A graduate of Wesleyan Female College and Woman's Medical College of Pennsylvania, Rachel became a scientist, doctor of medicine, and professor.
By the late 1860s, she was Professor of Chemistry and Toxicology at the Woman's Medical College of Pennsylvania, and later she served as Dean. Her colleagues included Ann Preston, Mary J. Scarlett Dixon, Elizabeth Catharine Keller, and Grace Babb, "the first woman graduate of a college of pharmacy" (The Columbus Journal). Rachel also served as a member of a district school board in Philadelphia.
Rachel belonged to many organizations, including the State Historical Society of Wisconsin, the Academy of Natural Sciences of Philadelphia, the Cincinnati Society of Natural History, the New York Academy of Sciences, the American Chemical Society of New York, the Franklin Institute of Philadelphia, Pennsylvania, and the Educational Society of Philadelphia.
She passed away on June 15, 1888. In 1891, Emma H. Palmer, her friend and former student, proposed a Dean Bodley Memorial Fund for the Sharada Sadan school in India. This fund was to honor Rachel for her work in support of the efforts by Ramabai Sarasvati, a "high-caste Hindu widow," to establish this school for Hindu wdows in India (Emma H. Palmer to Eliza J. W. Armitage).
CHACE, Mrs.
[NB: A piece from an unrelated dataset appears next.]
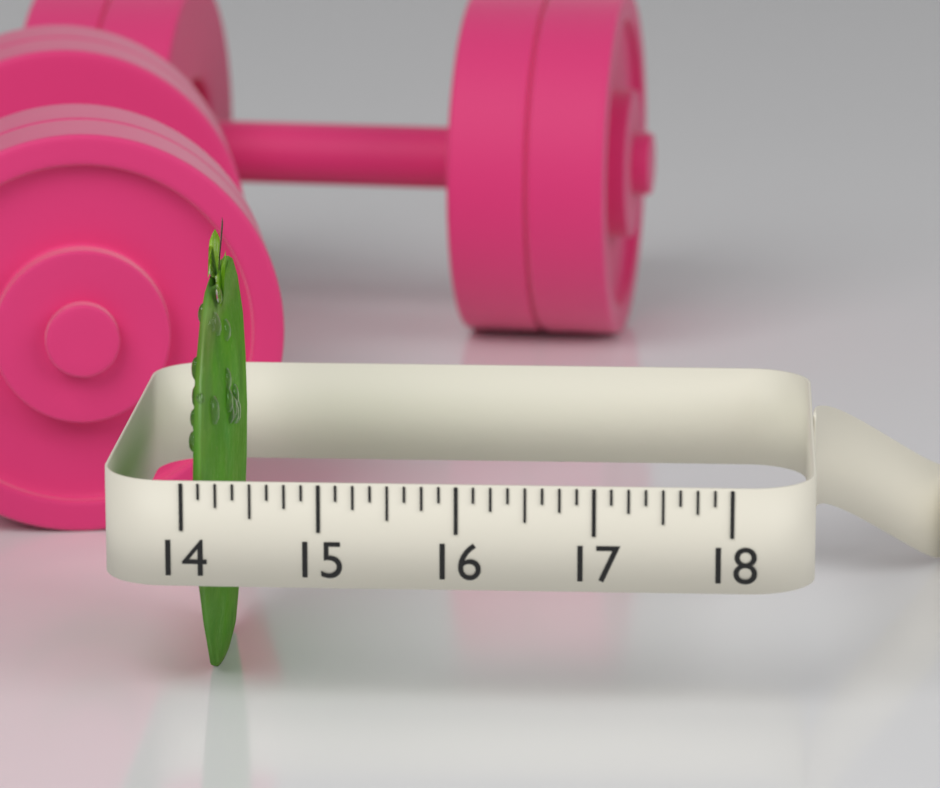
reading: 14.250 (no unit)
Elizabeth Buffum
December 9, 1806
anti-slavery agitator and reformer
Providence, RI
Elizabeth Buffum Chace, who toiled for the Anti-Slavery and women's suffrage causes, was born in Providence, Rhode Island, on December 9, 1806. Elizabeth married Samuel Buffington Chace in 1828 and the couple were parents to many children.
Her personal network included Samuel May, Jr., the celebrated minister and Anti-Slavery reformer of Leicester, Massachusetts, Susan B. Anthony, Ednah Dow Cheney, Frederick Douglass, Rowland Gibson Hazard, and Thomas Wentworth Higginson.
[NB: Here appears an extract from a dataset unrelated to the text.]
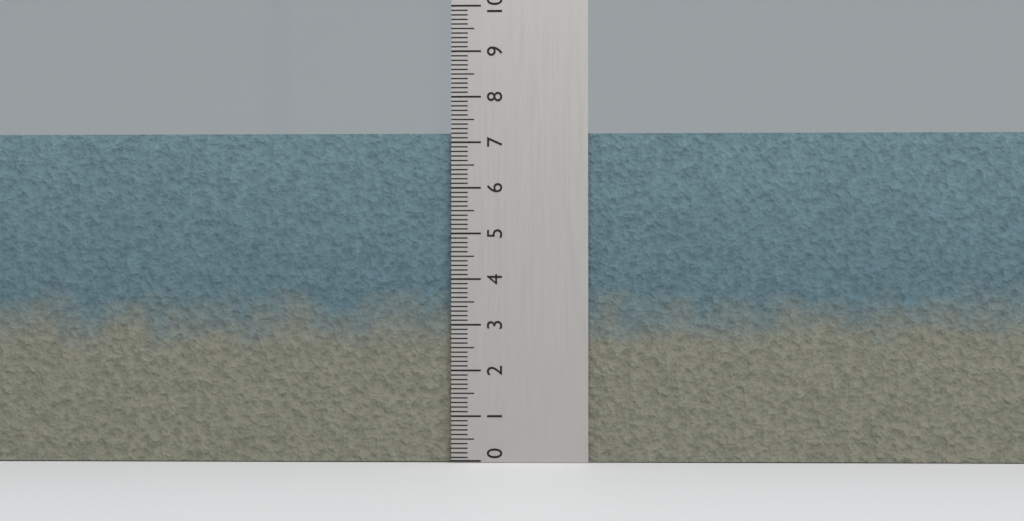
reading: 7.2 (no unit)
In October of 1868, Elizabeth was selected as one of the Rhode Island delegates for the first meeting of the American Woman Suffrage Association (ASWA) in 1869. She also served as president at the Rhode Island Woman's Suffrage Convention that December. By 1874, she was one of the AWSA's Vice Presidents. In 1882, she was the Rhode Island vice-president of the Association for the Advancement of Women, a position she held for several years. She became one of the vice-presidents of The Free Religious Association of America in May of 1889.
Elizabeth recalled her life and work in her 1891 book Anti-slavery Reminiscences. She wrote about "Old Quaker Days in Rhode Island" for the August 1897 volume of New England Magazine.
She passed away on December 12, 1899, and was buried in Swan Point Cemetery in Providence.
Prima Donna Emma Abbott was born in Chicago, Illinois, on December 9, 1850. Sophia Curtiss Hoffman, Clara Louise Kellogg, and Dr. Edwin Hubbell Chapin were early supporters of Emma's career.
She trained in Europe and later became wealthy by touring throughout the United States with her Emma Abbott Grand Opera Company. Julie Rosewald also toured with Emma's Company.
Emma passed away in Salt Lake City, Utah, on January 5, 1891. She was buried in Oak Grove Cemetery in Gloucester, Massachusetts.